I argued last year that when the Glass-Steagall wall between banking and non-bank financial institutions was torn down in 1999, the law should have extended U.S. regulatory authority beyond banking to all the other institutions.
My views were shaped by research I did at the FDIC. I developed a state credit-quality indicator, based on bank examiners' classification of loan quality at insured banks. The indicator deducted 20 percent of the loan value classified as substandard, 50 percent of loans classified as doubtful, and 100 percent of loans classified as loss. The results were included in an article I wrote with Professor George Benston published in the Journal of Money, Credit and Banking, "Bank Examiners' Evaluation of Credit".
Whatever use a state credit-quality indicator might have had as an early warning system (e.g., of mortgage-quality problems in Arizona, California, Florida and Nevada) disappeared when mortgage loans were wrapped up into securitized packages that were beyond easy classification by bank examiners and were camouflaged by AAA ratings by rating agencies and insurance companies.
The Chairman of the UK Financial Service Authority (FSA), Lord Turner, on March 18 has highlighted for the G20 socially undesirable financial innovation as a key source of the global crisis. He recommends regulation of near-bank activities such as hedge funds and credit-rating agencies, with a Europe-wide financial body to set standards and supervise. The UK seems to have joined the hawkish German and French authorities.
While the United States has been considered a dove on financial regulatory issues, the Obama administration may surprise the G20. Stephen Labaton in the NY Times on Saturday says a plan is being prepared that would
regulate the shadow banking system, with heightened standards put in place after the economy began to rebound. A broad consensus has emerged that hedge funds must be registered and more closely monitored, probably by the Securities and Exchange Commission.
The U.S. plan will probably give the government greater authority over large troubled companies not now regulated by Washington. The Treasury secretary would have authority to seize a struggling institution after consulting with the president and upon the recommendation of two-thirds of the Federal Reserve board. The government now can seize only the banking unit that controls federally insured deposits of large troubled institutions.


- [Exercise aim]
Reduce the material below to its lines containing "armchair".
** Provided entries follows **
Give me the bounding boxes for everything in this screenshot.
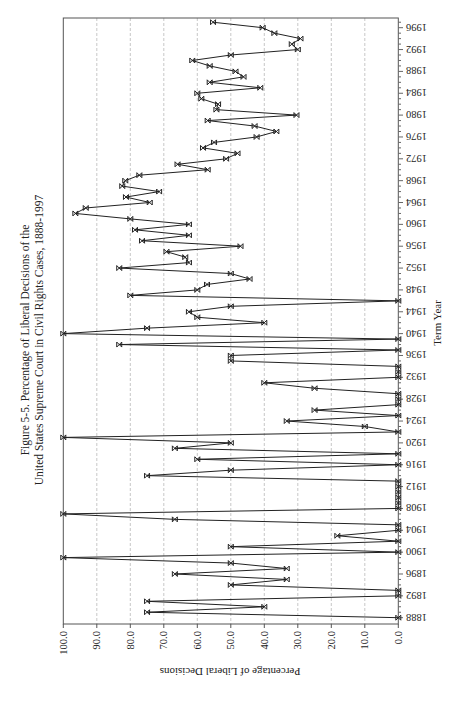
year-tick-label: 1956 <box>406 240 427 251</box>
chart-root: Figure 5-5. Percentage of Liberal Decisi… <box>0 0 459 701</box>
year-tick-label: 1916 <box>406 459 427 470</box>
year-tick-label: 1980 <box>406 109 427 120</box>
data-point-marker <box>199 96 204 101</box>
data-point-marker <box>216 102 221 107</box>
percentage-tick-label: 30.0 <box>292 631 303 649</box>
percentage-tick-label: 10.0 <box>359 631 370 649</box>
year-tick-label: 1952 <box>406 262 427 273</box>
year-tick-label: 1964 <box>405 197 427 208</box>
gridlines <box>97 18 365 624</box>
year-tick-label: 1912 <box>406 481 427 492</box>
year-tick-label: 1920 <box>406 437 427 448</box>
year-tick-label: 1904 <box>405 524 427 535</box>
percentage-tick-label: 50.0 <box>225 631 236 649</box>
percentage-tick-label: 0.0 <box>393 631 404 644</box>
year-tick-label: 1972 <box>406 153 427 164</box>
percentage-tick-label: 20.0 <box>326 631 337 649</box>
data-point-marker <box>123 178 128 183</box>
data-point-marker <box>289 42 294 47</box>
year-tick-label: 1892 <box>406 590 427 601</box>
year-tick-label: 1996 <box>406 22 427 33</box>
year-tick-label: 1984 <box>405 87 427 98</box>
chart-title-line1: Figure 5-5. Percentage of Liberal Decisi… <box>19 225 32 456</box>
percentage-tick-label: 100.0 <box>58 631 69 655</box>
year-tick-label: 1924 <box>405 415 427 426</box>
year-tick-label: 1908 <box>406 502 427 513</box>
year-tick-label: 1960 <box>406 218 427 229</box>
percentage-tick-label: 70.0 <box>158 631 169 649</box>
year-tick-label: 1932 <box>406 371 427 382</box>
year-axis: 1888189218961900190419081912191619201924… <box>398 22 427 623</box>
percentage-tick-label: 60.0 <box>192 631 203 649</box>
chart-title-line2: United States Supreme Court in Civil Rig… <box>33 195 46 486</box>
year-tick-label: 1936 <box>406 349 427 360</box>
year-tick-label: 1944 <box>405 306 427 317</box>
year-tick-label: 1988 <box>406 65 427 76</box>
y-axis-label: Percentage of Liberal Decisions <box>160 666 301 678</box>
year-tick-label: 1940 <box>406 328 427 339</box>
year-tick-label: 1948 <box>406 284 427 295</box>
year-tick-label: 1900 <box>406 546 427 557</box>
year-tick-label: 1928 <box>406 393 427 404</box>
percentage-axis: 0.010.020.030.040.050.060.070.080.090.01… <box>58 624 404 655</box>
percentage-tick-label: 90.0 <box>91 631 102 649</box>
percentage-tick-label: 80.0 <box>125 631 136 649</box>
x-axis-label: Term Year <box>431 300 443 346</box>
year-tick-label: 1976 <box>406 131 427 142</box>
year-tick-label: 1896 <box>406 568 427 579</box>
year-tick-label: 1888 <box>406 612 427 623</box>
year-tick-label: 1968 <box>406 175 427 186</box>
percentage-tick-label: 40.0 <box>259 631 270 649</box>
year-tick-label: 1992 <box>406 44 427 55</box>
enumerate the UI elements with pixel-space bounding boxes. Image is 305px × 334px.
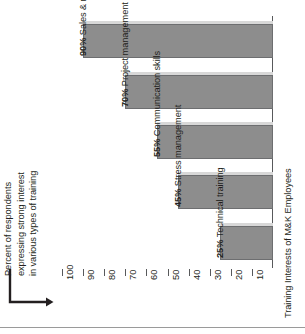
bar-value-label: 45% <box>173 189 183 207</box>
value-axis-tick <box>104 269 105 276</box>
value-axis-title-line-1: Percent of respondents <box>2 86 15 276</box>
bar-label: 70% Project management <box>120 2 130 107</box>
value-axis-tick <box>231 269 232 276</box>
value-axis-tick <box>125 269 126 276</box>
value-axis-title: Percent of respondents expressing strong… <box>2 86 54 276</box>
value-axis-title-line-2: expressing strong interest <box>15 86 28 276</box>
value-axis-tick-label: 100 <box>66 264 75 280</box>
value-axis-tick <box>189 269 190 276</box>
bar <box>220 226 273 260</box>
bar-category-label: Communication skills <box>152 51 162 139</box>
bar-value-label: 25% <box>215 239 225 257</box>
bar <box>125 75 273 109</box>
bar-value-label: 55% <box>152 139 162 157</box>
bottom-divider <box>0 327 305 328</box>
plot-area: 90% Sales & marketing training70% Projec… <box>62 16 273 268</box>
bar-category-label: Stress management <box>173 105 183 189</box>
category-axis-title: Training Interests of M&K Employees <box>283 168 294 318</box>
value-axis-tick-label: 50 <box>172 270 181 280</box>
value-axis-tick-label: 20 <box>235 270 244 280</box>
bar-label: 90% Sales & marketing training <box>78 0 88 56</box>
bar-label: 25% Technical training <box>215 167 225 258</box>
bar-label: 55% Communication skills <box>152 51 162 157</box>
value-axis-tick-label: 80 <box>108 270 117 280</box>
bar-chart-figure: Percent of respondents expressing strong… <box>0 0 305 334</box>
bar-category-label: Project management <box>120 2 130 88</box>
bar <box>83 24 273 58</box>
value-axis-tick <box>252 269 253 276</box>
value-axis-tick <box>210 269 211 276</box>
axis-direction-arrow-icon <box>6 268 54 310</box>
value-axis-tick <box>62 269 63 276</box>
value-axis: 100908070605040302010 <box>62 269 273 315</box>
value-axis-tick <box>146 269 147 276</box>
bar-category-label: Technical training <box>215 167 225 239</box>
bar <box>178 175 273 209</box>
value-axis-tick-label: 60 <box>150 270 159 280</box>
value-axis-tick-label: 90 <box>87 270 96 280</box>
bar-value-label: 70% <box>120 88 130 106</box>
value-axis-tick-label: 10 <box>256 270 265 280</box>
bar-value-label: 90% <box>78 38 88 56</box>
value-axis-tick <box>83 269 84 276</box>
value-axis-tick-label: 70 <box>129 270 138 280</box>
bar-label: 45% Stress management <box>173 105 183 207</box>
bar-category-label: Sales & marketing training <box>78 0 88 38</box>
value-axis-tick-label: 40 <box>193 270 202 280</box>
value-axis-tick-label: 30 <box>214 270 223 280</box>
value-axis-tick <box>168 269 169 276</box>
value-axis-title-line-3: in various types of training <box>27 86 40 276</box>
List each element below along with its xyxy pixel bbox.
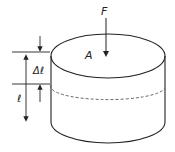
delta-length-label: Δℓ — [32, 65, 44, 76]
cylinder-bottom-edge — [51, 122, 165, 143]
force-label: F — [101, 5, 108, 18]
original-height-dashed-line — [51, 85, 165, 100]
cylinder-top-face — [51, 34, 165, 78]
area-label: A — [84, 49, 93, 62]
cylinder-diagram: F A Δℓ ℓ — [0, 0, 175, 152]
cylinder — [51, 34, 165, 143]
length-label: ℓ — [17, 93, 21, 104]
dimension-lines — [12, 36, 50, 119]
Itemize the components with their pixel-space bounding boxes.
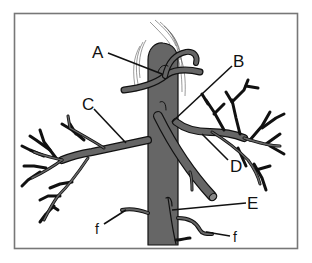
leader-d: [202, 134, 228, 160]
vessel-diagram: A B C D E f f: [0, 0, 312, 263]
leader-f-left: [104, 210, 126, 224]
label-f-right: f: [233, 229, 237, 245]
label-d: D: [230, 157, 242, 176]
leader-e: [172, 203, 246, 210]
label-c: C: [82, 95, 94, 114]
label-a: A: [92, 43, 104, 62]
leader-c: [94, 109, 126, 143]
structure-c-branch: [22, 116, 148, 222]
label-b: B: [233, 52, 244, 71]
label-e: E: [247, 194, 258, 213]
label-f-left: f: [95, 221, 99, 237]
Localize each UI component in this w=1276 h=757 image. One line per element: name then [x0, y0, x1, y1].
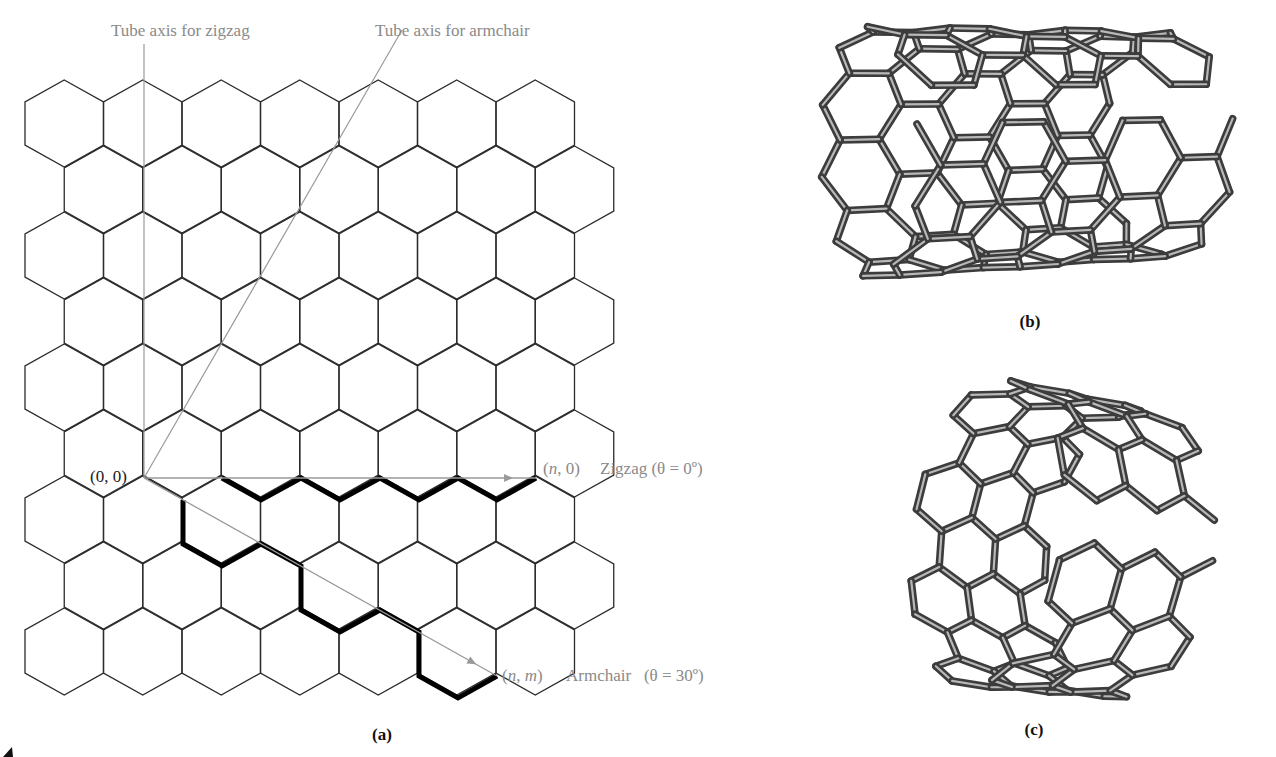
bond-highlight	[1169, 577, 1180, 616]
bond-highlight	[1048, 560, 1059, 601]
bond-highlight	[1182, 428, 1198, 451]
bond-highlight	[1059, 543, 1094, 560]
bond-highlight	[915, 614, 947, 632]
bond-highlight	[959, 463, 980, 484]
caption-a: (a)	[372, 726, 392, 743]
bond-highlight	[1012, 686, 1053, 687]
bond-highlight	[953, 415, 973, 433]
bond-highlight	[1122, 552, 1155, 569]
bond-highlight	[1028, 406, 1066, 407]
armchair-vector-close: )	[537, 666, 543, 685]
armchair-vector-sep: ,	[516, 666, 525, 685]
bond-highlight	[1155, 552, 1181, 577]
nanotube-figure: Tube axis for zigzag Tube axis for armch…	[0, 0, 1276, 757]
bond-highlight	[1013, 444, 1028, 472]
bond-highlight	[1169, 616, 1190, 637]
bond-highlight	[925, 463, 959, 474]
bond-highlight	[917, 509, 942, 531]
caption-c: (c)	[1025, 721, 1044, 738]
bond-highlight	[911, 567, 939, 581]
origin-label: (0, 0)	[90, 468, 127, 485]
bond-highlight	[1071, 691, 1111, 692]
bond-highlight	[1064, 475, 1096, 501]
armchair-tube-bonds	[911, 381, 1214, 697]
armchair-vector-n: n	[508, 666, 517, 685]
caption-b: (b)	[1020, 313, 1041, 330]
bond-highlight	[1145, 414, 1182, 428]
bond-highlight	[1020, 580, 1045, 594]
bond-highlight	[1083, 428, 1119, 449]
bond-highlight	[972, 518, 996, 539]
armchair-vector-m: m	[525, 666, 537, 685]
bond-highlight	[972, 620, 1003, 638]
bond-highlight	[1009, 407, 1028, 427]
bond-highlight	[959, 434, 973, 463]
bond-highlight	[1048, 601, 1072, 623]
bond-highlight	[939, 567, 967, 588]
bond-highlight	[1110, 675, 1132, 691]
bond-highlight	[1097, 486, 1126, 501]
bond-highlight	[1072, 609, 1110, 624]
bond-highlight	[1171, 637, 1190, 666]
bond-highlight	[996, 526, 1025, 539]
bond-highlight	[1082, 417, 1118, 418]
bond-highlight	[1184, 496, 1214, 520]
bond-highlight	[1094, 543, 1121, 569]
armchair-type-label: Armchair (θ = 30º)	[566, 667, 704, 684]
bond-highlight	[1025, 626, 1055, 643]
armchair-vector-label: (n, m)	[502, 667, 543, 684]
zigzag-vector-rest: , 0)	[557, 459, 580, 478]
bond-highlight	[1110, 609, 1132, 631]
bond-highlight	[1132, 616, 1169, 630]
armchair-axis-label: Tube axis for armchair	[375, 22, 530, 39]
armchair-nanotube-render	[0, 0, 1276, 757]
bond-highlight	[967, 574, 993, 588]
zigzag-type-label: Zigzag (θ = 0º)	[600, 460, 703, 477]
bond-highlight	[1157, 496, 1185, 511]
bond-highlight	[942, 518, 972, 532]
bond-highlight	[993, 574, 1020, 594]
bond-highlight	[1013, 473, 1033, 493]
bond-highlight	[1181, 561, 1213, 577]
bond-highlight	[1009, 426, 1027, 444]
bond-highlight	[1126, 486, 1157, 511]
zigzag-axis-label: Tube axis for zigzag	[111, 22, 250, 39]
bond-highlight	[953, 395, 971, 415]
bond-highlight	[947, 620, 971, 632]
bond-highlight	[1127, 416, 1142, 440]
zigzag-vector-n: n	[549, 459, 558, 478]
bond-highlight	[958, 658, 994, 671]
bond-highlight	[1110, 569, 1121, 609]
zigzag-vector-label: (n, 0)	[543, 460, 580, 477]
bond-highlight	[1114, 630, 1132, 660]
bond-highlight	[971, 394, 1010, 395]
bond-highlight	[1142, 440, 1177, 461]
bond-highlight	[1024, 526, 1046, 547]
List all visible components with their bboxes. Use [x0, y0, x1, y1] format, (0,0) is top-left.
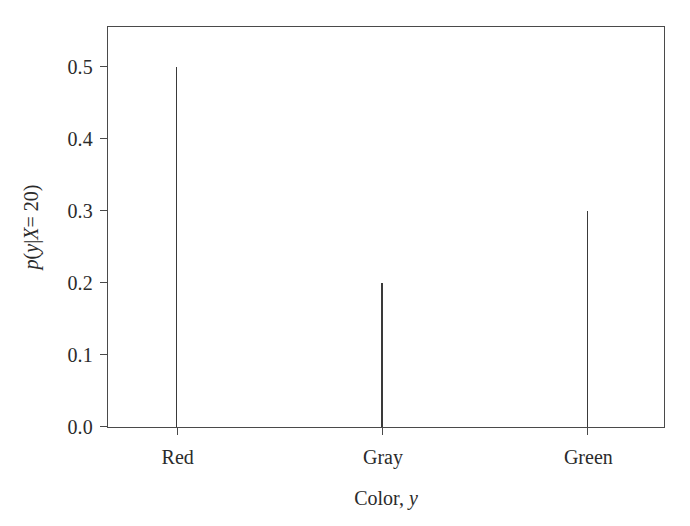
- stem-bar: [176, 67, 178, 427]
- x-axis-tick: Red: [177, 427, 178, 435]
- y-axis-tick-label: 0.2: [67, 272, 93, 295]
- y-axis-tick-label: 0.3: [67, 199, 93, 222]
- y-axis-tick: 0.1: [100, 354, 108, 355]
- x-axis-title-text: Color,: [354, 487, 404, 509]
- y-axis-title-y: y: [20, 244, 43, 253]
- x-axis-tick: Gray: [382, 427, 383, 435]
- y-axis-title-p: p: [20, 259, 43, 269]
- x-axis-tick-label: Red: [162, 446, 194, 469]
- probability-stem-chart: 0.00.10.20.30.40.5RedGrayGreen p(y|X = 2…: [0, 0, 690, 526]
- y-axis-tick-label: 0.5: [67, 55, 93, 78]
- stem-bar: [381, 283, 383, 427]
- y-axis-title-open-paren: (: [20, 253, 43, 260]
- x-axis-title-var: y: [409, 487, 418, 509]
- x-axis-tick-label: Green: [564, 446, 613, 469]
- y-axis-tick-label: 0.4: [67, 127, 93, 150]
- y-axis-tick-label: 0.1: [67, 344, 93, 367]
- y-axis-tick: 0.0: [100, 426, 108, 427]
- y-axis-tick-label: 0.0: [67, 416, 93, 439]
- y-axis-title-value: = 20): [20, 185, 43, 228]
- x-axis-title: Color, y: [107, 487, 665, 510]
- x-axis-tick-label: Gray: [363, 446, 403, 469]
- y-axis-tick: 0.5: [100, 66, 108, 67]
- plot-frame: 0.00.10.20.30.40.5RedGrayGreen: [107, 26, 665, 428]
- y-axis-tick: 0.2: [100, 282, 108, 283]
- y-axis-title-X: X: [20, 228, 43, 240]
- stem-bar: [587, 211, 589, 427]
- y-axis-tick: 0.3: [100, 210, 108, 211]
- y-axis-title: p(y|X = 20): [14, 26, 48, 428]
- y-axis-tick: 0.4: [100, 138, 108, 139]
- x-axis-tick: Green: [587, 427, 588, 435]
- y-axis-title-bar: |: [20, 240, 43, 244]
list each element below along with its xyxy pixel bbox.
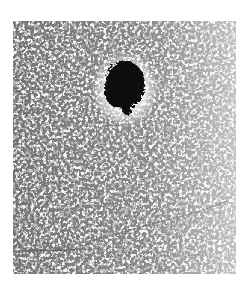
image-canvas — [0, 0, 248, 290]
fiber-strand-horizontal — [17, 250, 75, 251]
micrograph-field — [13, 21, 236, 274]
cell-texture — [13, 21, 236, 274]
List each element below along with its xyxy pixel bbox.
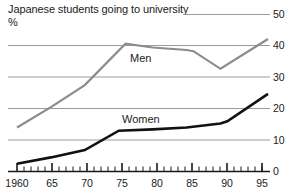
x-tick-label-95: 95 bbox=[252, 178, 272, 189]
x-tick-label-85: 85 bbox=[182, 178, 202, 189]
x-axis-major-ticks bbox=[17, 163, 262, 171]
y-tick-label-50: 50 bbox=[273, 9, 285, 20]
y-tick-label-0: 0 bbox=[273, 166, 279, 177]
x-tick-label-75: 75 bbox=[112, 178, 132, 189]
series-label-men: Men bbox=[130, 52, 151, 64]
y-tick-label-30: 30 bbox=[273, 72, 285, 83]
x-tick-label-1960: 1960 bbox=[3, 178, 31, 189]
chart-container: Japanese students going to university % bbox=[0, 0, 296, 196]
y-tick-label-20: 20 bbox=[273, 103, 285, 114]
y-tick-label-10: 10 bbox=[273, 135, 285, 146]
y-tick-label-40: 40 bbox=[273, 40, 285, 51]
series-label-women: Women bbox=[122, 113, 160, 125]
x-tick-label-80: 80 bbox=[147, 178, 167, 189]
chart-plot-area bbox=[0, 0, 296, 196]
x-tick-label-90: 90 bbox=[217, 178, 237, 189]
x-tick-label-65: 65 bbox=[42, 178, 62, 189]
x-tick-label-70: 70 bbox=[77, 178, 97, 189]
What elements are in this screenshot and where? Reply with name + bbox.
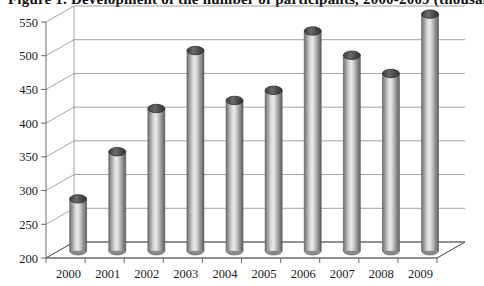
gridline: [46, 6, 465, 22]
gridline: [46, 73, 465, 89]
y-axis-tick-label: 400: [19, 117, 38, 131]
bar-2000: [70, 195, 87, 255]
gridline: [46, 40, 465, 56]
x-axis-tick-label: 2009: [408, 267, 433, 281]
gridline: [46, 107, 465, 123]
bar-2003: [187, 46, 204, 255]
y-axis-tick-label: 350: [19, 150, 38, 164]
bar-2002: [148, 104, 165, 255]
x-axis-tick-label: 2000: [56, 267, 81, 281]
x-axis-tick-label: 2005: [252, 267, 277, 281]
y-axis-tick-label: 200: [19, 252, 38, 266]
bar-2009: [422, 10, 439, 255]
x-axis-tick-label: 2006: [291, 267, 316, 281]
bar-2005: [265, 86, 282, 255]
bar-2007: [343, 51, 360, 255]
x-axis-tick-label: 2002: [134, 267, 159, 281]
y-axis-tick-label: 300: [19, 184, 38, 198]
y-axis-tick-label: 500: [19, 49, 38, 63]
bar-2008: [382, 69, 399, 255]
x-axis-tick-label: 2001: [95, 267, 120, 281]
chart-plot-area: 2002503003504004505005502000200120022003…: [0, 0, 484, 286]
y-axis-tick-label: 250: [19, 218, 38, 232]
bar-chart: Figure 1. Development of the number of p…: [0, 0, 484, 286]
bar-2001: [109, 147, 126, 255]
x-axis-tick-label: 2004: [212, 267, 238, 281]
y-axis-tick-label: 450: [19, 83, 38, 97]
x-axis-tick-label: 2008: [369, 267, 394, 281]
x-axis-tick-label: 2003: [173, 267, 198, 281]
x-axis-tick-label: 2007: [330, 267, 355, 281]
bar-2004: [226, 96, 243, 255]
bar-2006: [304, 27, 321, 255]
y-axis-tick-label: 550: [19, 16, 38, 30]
** End of Provided entries **
- [Output of the exercise]
armchair-vector-close: )	[537, 666, 543, 685]
armchair-vector-sep: ,	[516, 666, 525, 685]
armchair-tube-bonds	[911, 381, 1214, 697]
armchair-vector-n: n	[508, 666, 517, 685]
armchair-vector-m: m	[525, 666, 537, 685]
armchair-type-label: Armchair (θ = 30º)	[566, 667, 704, 684]
armchair-vector-label: (n, m)	[502, 667, 543, 684]
armchair-axis-label: Tube axis for armchair	[375, 22, 530, 39]
armchair-nanotube-render	[0, 0, 1276, 757]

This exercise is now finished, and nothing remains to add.